I would never have imagined finding myself working as a clinical nurse in the most affected Italian city during the COVID-19 epidemic. I was supposed to leave Bergamo, Italy by the end of March for a project in Nairobi, Kenya, but as soon as the number of cases suddenly and sharply increased in my city, I felt I had to stay and keep faith to my decision at the basis of my career. I started working at Papa Giovanni XXIII hospital in Bergamo, defined by The New York Times as “the bleak heart of world’s deadliest Coronavirus outbreak”. 

I started working at Papa Giovanni XXIII hospital in Bergamo, defined by The New York Times as “the bleak heart of world’s deadliest Coronavirus outbreak"
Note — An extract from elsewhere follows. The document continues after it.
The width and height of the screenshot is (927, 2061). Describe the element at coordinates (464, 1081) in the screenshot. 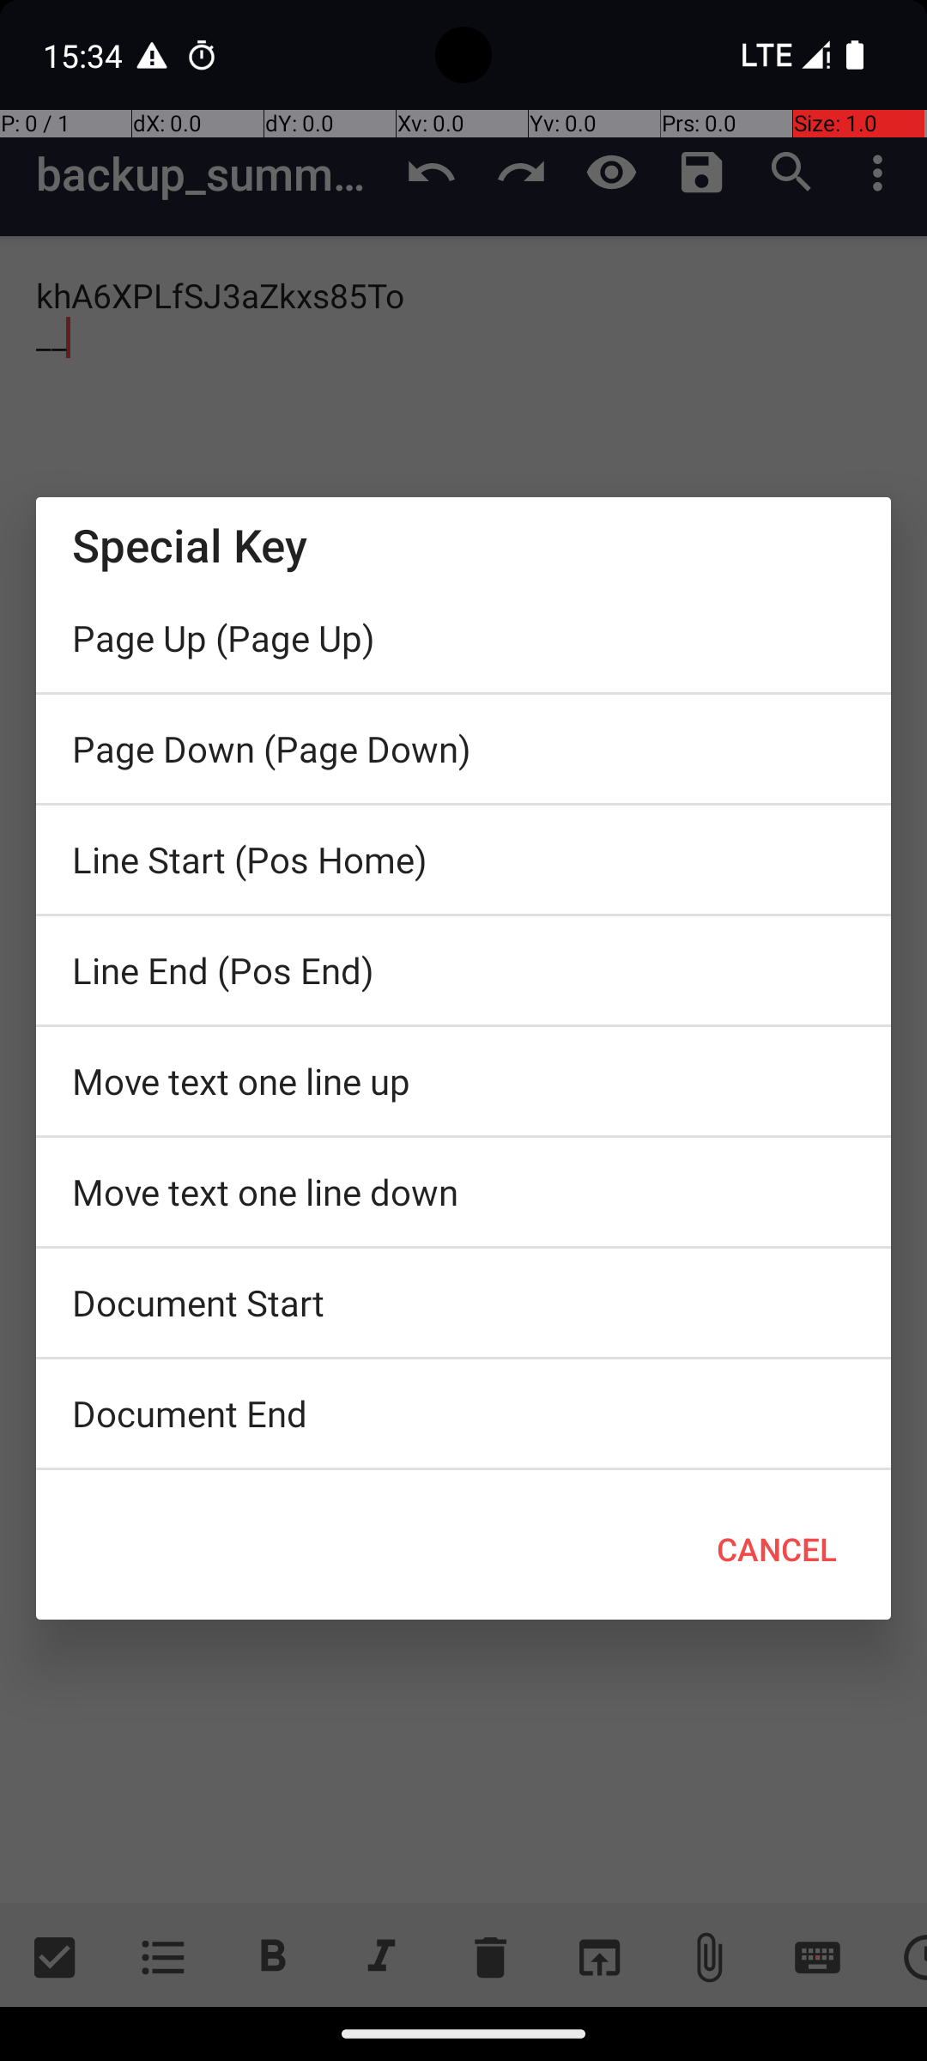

I work in the haematology inpatient unit for Coronavirus-positive patients: a ward of 48 beds, 12 nurses per shift and several doctors, where patients with leukaemia, lymphomas, and cancers are admitted to face these diseases as well as the new virus. The most complicated cases are transferred to the intensive care unit as soon as their health status worsens, but this doesn’t mean that those who stay in the ward are not suffering. Doctors, nurses, and patients, every day we gave to deal with a sudden ventilation decline, with oxygen therapy, but mostly with the fear that someone else will not survive. 

 

It’s not always easy or even possible to speak with colleagues and patients because of the necessary physical barriers that we are all wearing, from a normal mask to the most complicated CPAP (device used to treat apnea and other respiratory problems), so we have learnt a new way to communicate: the eyes. And through the eyes now we tell our stories and sufferings, we laugh, we cry, but mostly we hope

It’s not always easy or even possible to speak with colleagues and patients because of the necessary physical barriers that we are all wearing, so we have learnt a new way to communicate: the eyes

Photos: Papa Giovanni XXIII hospital medical staff, Bergamo (Italy).